7th (2/15/26): The Spice of Life
- ING: ImagineNewGreatness
- 21 hours ago
- 2 min read

Expectation, Contrast, and the Complexity of Experience
This week began most ordinarily — a conversation with friends around food. We started talking about spice, how spice transforms cuisine, how one small ingredient can completely shift a dish from bland to brilliant.
And then it struck me.
We often say, “Variety is the spice of life.” But what does that truly mean?

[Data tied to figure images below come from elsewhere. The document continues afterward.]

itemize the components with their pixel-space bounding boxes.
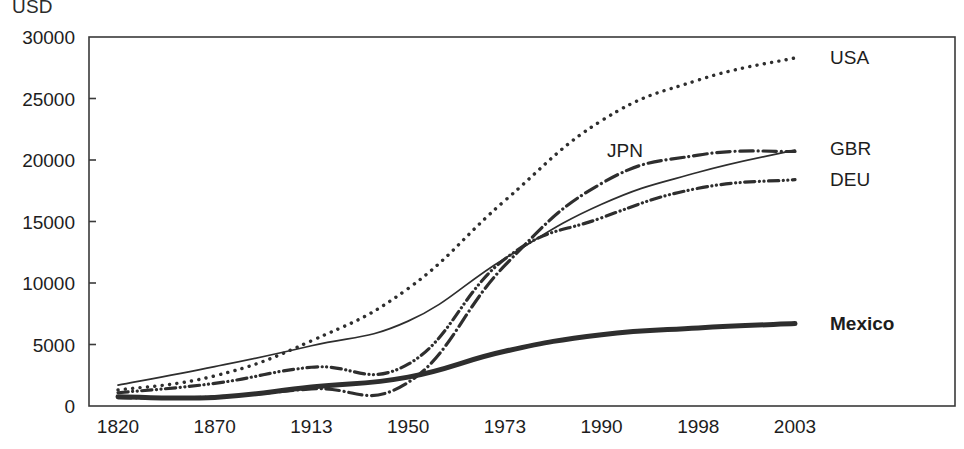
series-labels: USAGBRDEUMexicoJPN (607, 47, 894, 334)
axis-tickmarks (89, 99, 96, 345)
y-axis-tick-label: 20000 (22, 150, 75, 171)
line-chart: 050001000015000200002500030000 182018701… (0, 0, 964, 449)
x-axis-tick-label: 2003 (774, 416, 816, 437)
x-axis-tick-label: 1913 (290, 416, 332, 437)
series-lines (118, 58, 795, 398)
x-axis-tick-label: 1973 (484, 416, 526, 437)
series-line-mexico (118, 324, 795, 399)
chart-container: USD 050001000015000200002500030000 18201… (0, 0, 964, 449)
y-axis-tick-label: 10000 (22, 273, 75, 294)
plot-frame (89, 37, 955, 406)
x-axis-tick-label: 1870 (194, 416, 236, 437)
x-axis-tick-label: 1820 (97, 416, 139, 437)
y-axis-tick-label: 0 (64, 396, 75, 417)
series-line-deu (118, 180, 795, 393)
x-axis-tick-labels: 18201870191319501973199019982003 (97, 416, 816, 437)
x-axis-tick-label: 1990 (580, 416, 622, 437)
series-line-gbr (118, 150, 795, 385)
y-axis-tick-label: 30000 (22, 27, 75, 48)
series-label-jpn: JPN (607, 140, 643, 161)
x-axis-tick-label: 1998 (677, 416, 719, 437)
series-label-mexico: Mexico (830, 313, 894, 334)
y-axis-tick-labels: 050001000015000200002500030000 (22, 27, 75, 417)
series-line-jpn (118, 151, 795, 398)
series-label-deu: DEU (830, 169, 870, 190)
y-axis-tick-label: 25000 (22, 89, 75, 110)
y-axis-tick-label: 5000 (33, 335, 75, 356)
series-label-usa: USA (830, 47, 869, 68)
series-label-gbr: GBR (830, 138, 871, 159)
x-axis-tick-label: 1950 (387, 416, 429, 437)
series-line-usa (118, 58, 795, 390)
y-axis-tick-label: 15000 (22, 212, 75, 233)
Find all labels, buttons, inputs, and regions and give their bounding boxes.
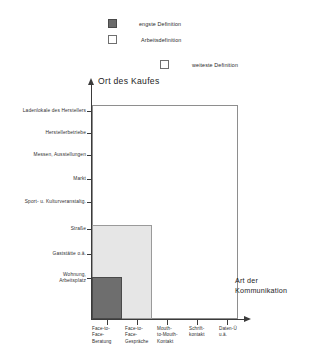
x-tick-mark-4 [227,320,228,325]
x-tick-label-3: Schrift- kontakt [189,326,223,339]
x-tick-mark-1 [137,320,138,325]
region-engste-definition [92,277,122,319]
y-tick-3: Markt [0,176,86,184]
y-tick-6: Gaststätte o.ä. [0,251,86,259]
x-tick-3: Schrift- kontakt [189,326,223,339]
x-axis-line [91,319,246,320]
x-axis-arrow-icon [244,316,251,322]
x-tick-2: Mouth- to-Mouth- Kontakt [157,326,191,345]
x-tick-label-1: Face-to- Face- Gespräche [125,326,159,345]
legend-label-engste-definition: engste Definition [139,21,181,27]
y-tick-label-5: Straße [71,226,86,232]
x-tick-mark-2 [167,320,168,325]
y-tick-mark-4 [87,202,92,203]
y-tick-label-4: Sport- u. Kulturveranstaltg. [25,199,86,205]
x-tick-label-0: Face-to- Face- Beratung [92,326,126,345]
legend-item-arbeitsdefinition[interactable]: Arbeitsdefinition [108,35,181,44]
x-axis-title-line1: Art der [235,276,287,286]
x-tick-mark-3 [197,320,198,325]
legend-swatch-weiteste-definition [160,60,169,69]
x-tick-mark-0 [107,320,108,325]
y-tick-4: Sport- u. Kulturveranstaltg. [0,199,86,207]
y-tick-mark-5 [87,229,92,230]
chart-canvas: engste Definition Arbeitsdefinition weit… [0,0,317,363]
y-tick-0: Ladenlokale des Herstellers [0,108,86,116]
x-tick-label-4: Daten-Ü u.ä. [219,326,253,339]
y-axis-title: Ort des Kaufes [98,76,160,86]
y-tick-label-0: Ladenlokale des Herstellers [23,108,86,114]
x-tick-1: Face-to- Face- Gespräche [125,326,159,345]
legend-swatch-arbeitsdefinition [108,35,117,44]
y-tick-label-1: Herstellerbetriebe [45,130,86,136]
legend-label-arbeitsdefinition: Arbeitsdefinition [141,37,181,43]
y-tick-mark-6 [87,254,92,255]
y-tick-1: Herstellerbetriebe [0,130,86,138]
y-tick-mark-1 [87,133,92,134]
x-tick-0: Face-to- Face- Beratung [92,326,126,345]
y-tick-mark-0 [87,111,92,112]
y-tick-mark-7 [87,278,92,279]
y-tick-2: Messen, Ausstellungen [0,152,86,160]
y-tick-5: Straße [0,226,86,234]
legend-label-weiteste-definition: weiteste Definition [192,62,238,68]
y-axis-arrow-icon [88,78,94,85]
x-tick-4: Daten-Ü u.ä. [219,326,253,339]
y-tick-7: Wohnung, Arbeitsplatz [0,272,86,280]
x-axis-title: Art der Kommunikation [235,276,287,296]
y-tick-mark-2 [87,155,92,156]
x-axis-title-line2: Kommunikation [235,286,287,296]
x-tick-label-2: Mouth- to-Mouth- Kontakt [157,326,191,345]
y-tick-label-7: Wohnung, Arbeitsplatz [59,272,86,284]
legend-item-engste-definition[interactable]: engste Definition [108,19,181,28]
legend-swatch-engste-definition [108,19,117,28]
y-tick-mark-3 [87,179,92,180]
legend-item-weiteste-definition[interactable]: weiteste Definition [160,60,238,69]
y-tick-label-2: Messen, Ausstellungen [34,152,86,158]
y-tick-label-6: Gaststätte o.ä. [53,251,86,257]
y-tick-label-3: Markt [73,176,86,182]
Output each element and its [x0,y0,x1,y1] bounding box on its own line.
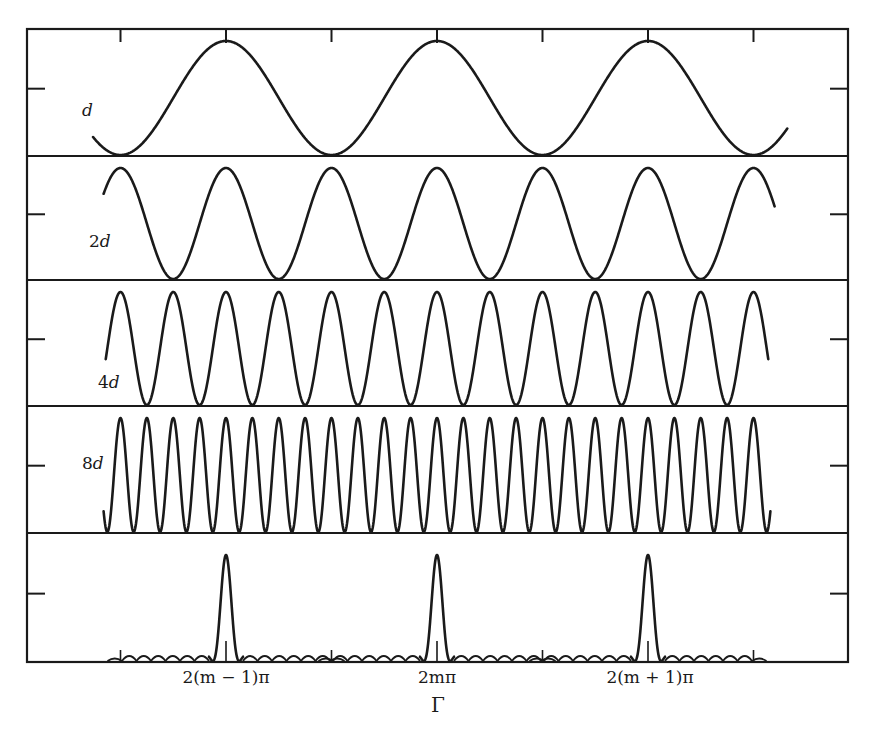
side-lobe [680,656,695,661]
label-prefix: 4 [98,372,109,392]
x-axis-label-gamma: Γ [431,695,445,715]
side-lobe [665,656,680,661]
panel-label-8d: 8d [82,455,104,472]
side-lobe [243,656,258,661]
label-var: d [100,231,111,251]
side-lobe [137,656,152,661]
side-lobe [573,656,588,661]
side-lobe [723,656,738,661]
panel-label-2d: 2d [89,233,111,250]
x-tick-label-m-minus-1: 2(m − 1)π [182,669,269,686]
side-lobe [391,656,406,661]
side-lobe [709,656,724,661]
x-tick-label-m: 2mπ [418,669,456,686]
curve-8d [104,418,771,532]
side-lobe [602,656,617,661]
label-var: d [109,372,120,392]
plot-area [0,0,874,734]
panel-label-4d: 4d [98,374,120,391]
panel-label-d: d [82,102,93,119]
side-lobe [151,656,166,661]
side-lobe [559,656,574,661]
side-lobe [287,656,302,661]
side-lobe [694,656,709,661]
side-lobe [362,656,377,661]
side-lobe [483,656,498,661]
curve-2d [104,168,775,279]
side-lobe [588,656,603,661]
side-lobe [166,656,181,661]
plot-frame [27,29,848,662]
curve-4d [106,292,769,405]
label-var: d [93,453,104,473]
side-lobe [377,656,392,661]
figure: d 2d 4d 8d 2(m − 1)π 2mπ 2(m + 1)π Γ [0,0,874,734]
side-lobe [195,656,210,661]
label-var: d [82,100,93,120]
side-lobe [272,656,287,661]
label-prefix: 8 [82,453,93,473]
side-lobe [258,656,273,661]
side-lobe [454,656,469,661]
curve-d [93,41,787,155]
x-tick-label-m-plus-1: 2(m + 1)π [606,669,693,686]
side-lobe [469,656,484,661]
side-lobe [498,656,513,661]
side-lobe [122,656,137,661]
side-lobe [617,656,632,661]
label-prefix: 2 [89,231,100,251]
side-lobe [512,656,527,661]
side-lobe [180,656,195,661]
side-lobe [738,656,753,661]
side-lobe [301,656,316,661]
side-lobe [348,656,363,661]
side-lobe [406,656,421,661]
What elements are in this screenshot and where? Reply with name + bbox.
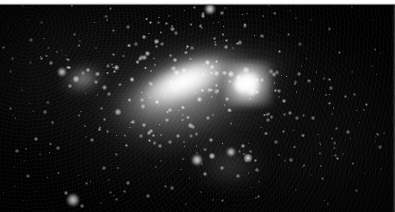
sky-background — [0, 0, 395, 212]
astronomical-photograph: irregular barred galaxy (Magellanic-type… — [0, 0, 395, 212]
page-margin-strip — [0, 0, 395, 5]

Spices are not all or nothing. They are layered. Subtle or bold. Sweet, savory, smoky, bitter, fiery. Some combinations delight us. Others surprise us. A flavor can be unexpected — even jarring — and yet it expands our palate.
Life is no different.
Life Is Not All or Nothing
We tend to expect people, situations, and even ourselves to remain consistent — mostly sweet, mostly stable, mostly predictable. And when we experience another “flavor” — anger, disappointment, contradiction, vulnerability — we become confused. Sometimes even shocked. But perhaps the shock comes not from the experience itself, but from our expectation that things should remain singular. Kahlil Gibran (1923) reminds us: “The deeper that sorrow carves into your being, the more joy you can contain” (p. 29). Joy and sorrow. Sweet and heat. Comfort and discomfort. They coexist. They deepen one another.
When the Flavor Changes
When someone reveals a side of themselves we did not expect, it can alter our future connection with them. The experience leaves an imprint. It changes the “taste” of the relationship. Yet perhaps this is not betrayal of what was, but expansion of what is.
Alan Watts (1951) wrote: “The only way to make sense out of change is to plunge into it, move with it, and join the dance” (p. 43).
Spice demands adjustment. A strong seasoning cannot be undone — only integrated. So we adjust our palate. We grow more aware. More discerning.
The Full Experience
Helen Keller (1903) said: “Life is either a daring adventure or nothing at all” (p. 109).
Adventure implies unpredictability. It implies contrast. It implies risk.
If life were only sweet, we would not recognize sweetness. If it were only calm, we would not appreciate peace. It is the variation — the spice — that shapes our awareness.
Perhaps the confusion we feel when something shifts is simply our palate adjusting to complexity.
This Week, I affirm: “I embrace the full flavor of life. I release rigid expectations and allow experience to deepen my understanding.”
Life is layered. So are we.
And maybe that is the point.
Reflection Prompts for You:
Where have you been expecting life to be only one “flavor”?
What unexpected experience has shifted your perception recently?
How can contrast expand rather than threaten your connections?
References
Gibran, K. (1923). The prophet. Alfred A. Knopf.
Keller, H. (1903). The story of my life. Doubleday, Page & Company.
Watts, A. (1951). The wisdom of insecurity: A message for an age of anxiety. Pantheon Books.